The Video Game of Life

Eana Kim, Hyperallergic, October 14, 2025

Shanghai-born, Tokyo-based artist Lu Yang transforms the Museum of the Moving Image into a dazzling temple of digital devotion. Guided by an Escher-like checkerboard floor, visitors enter “The Great Adventure of Material World” (2019–20), a hypnotic arcade where Buddhist cosmology refracts through gaming culture. Screens, projections, and murals overflow with deities, avatars, and cybernetic bodies, radiating Lu’s delirious, maximalist energy. The result is a world at once ecstatic and disorienting — a sensory overload that turns spectacle into revelation.

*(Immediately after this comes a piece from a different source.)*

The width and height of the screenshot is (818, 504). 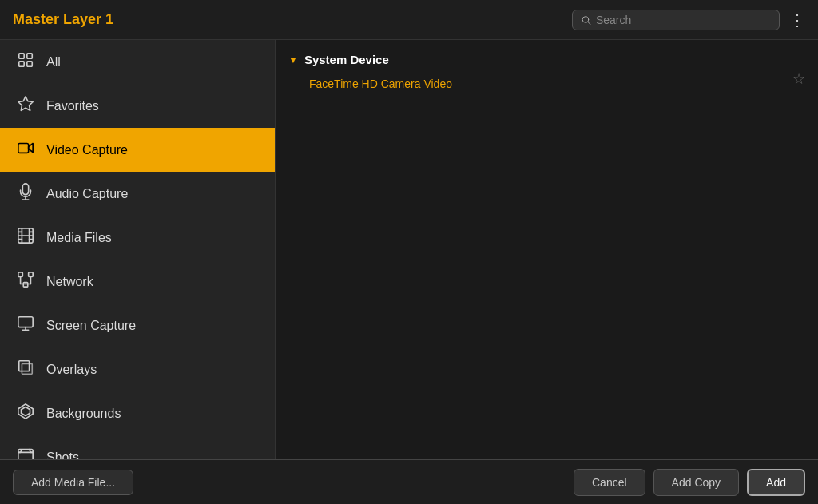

Why a video game? For Lu, the medium of play — so often dismissed as mere entertainment — becomes a vehicle for awakening, translating Buddhist philosophy into digital form. The virtual world, as the artist describes, is a “container,” a temporary vessel through which consciousness flows. Within this shifting realm, the logic of the game mirrors the logic of being itself: The player’s endless cycles of challenge, failure, and renewal echo samsara, the karmic loop of birth, death, and rebirth. Following the superhero avatar Material World Knight, viewers participate in a practice of attachment and detachment, enacting the very awareness at the heart of the thought system. As players invest emotionally in the avatar’s quests — only to lose progress, die, and begin again — they rehearse the cycle of grasping and release that defines existence itself. The avatar embodies a self perpetually in flux, advancing through nine levels that dramatize the paradox of striving toward enlightenment within illusion.